_GIVEN INFORMATION_.
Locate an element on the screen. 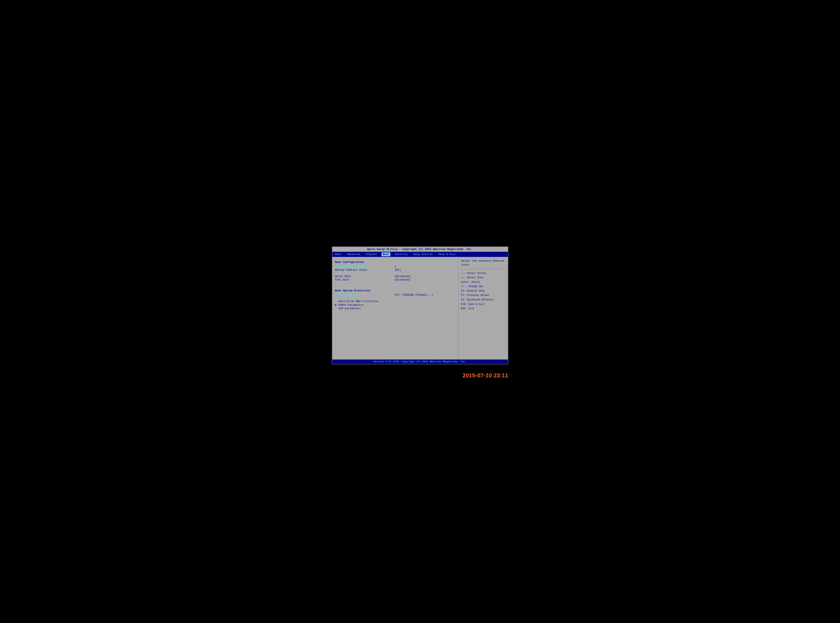 The width and height of the screenshot is (840, 623). nav-item-boot: Boot is located at coordinates (386, 254).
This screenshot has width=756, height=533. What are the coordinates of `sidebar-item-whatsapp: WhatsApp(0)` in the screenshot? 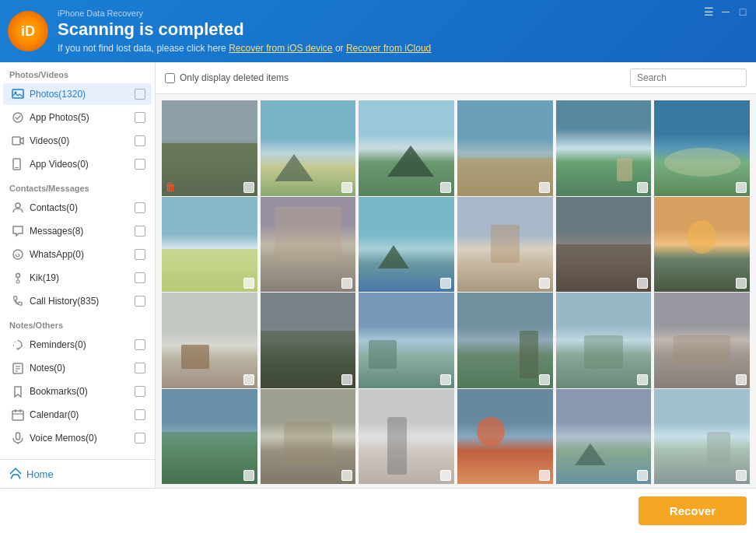 It's located at (78, 254).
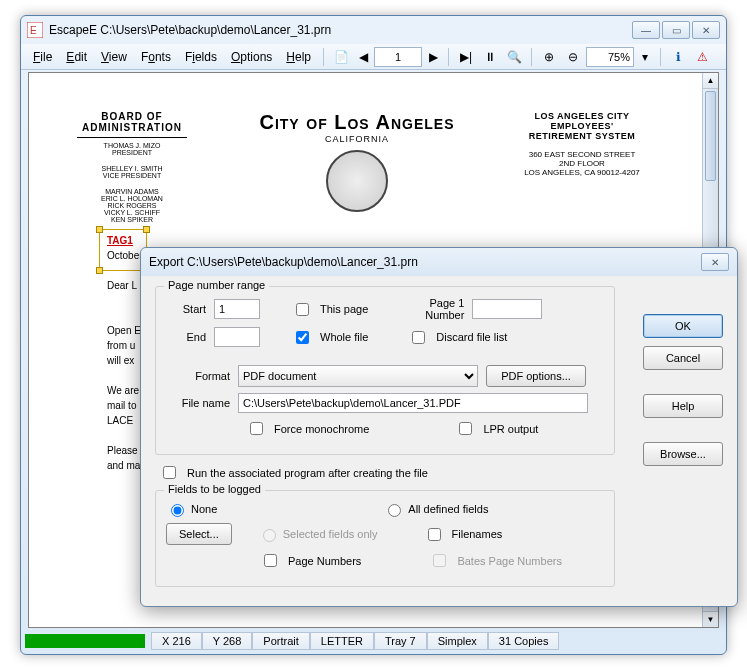 The height and width of the screenshot is (668, 747). What do you see at coordinates (342, 641) in the screenshot?
I see `status-paper: LETTER` at bounding box center [342, 641].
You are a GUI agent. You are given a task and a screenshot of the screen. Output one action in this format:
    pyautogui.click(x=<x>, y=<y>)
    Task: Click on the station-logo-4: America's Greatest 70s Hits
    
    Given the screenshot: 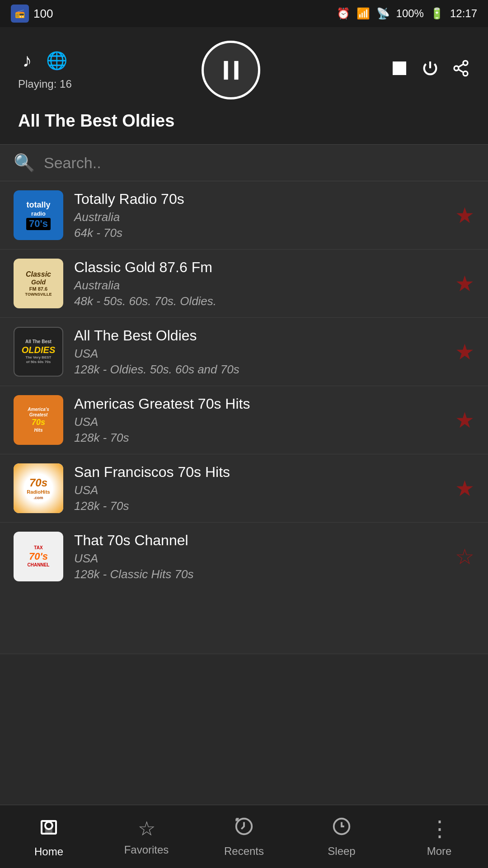 What is the action you would take?
    pyautogui.click(x=38, y=420)
    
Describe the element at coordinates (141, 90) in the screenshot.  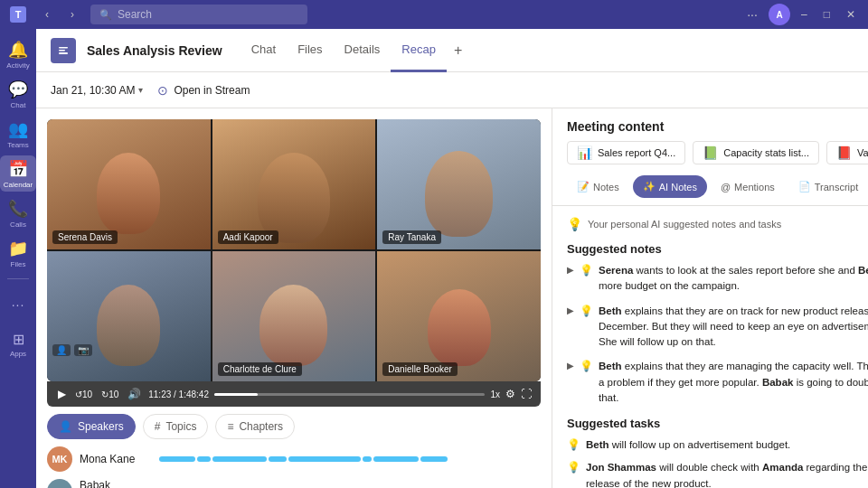
I see `chevron-down-icon: ▾` at that location.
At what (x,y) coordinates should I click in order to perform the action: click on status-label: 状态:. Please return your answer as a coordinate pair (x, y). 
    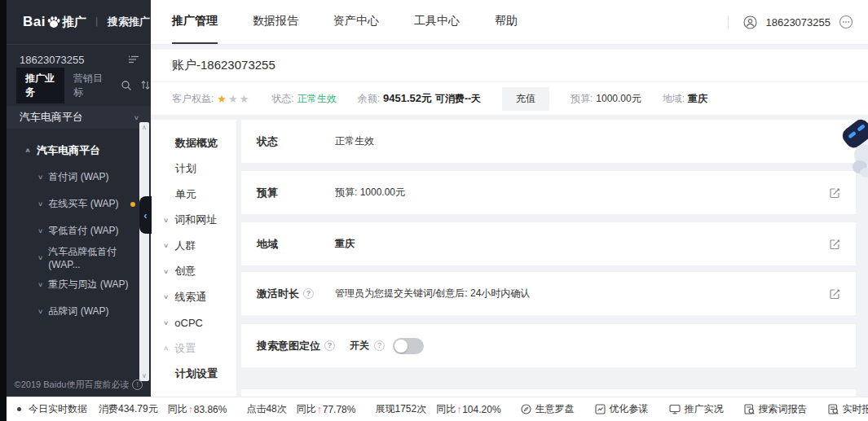
    Looking at the image, I should click on (282, 99).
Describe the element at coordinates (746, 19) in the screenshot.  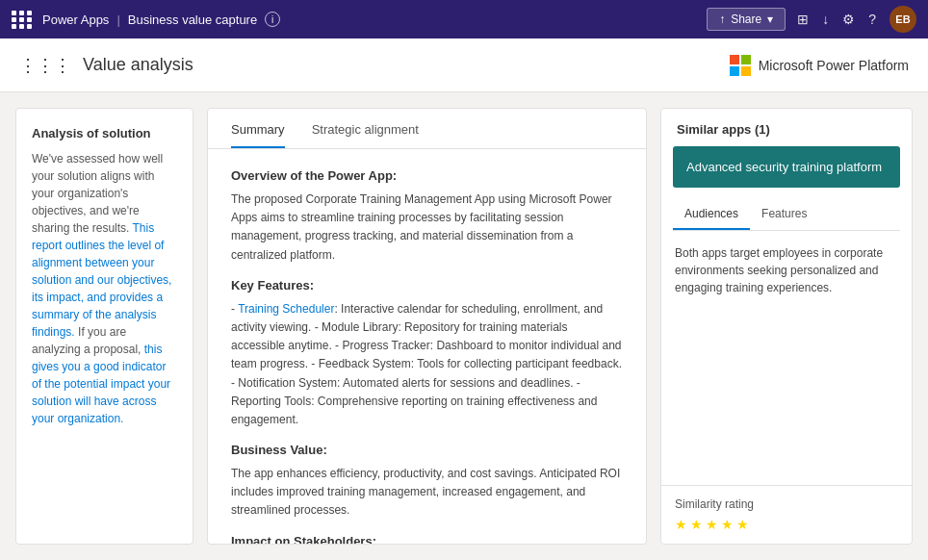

_TASK_. A word-for-word repeat is expected of the lines from the one with "Describe the element at coordinates (141, 90)" to the end of the data, both included; pictures are not part of it.

_ANSWER AREA_.
Describe the element at coordinates (141, 90) in the screenshot.  
I see `chevron-down-icon: ▾` at that location.
At what (x,y) coordinates should I click in order to perform the action: click on status-label: 状态:. Please return your answer as a coordinate pair (x, y). 
    Looking at the image, I should click on (282, 99).
Describe the element at coordinates (746, 19) in the screenshot.  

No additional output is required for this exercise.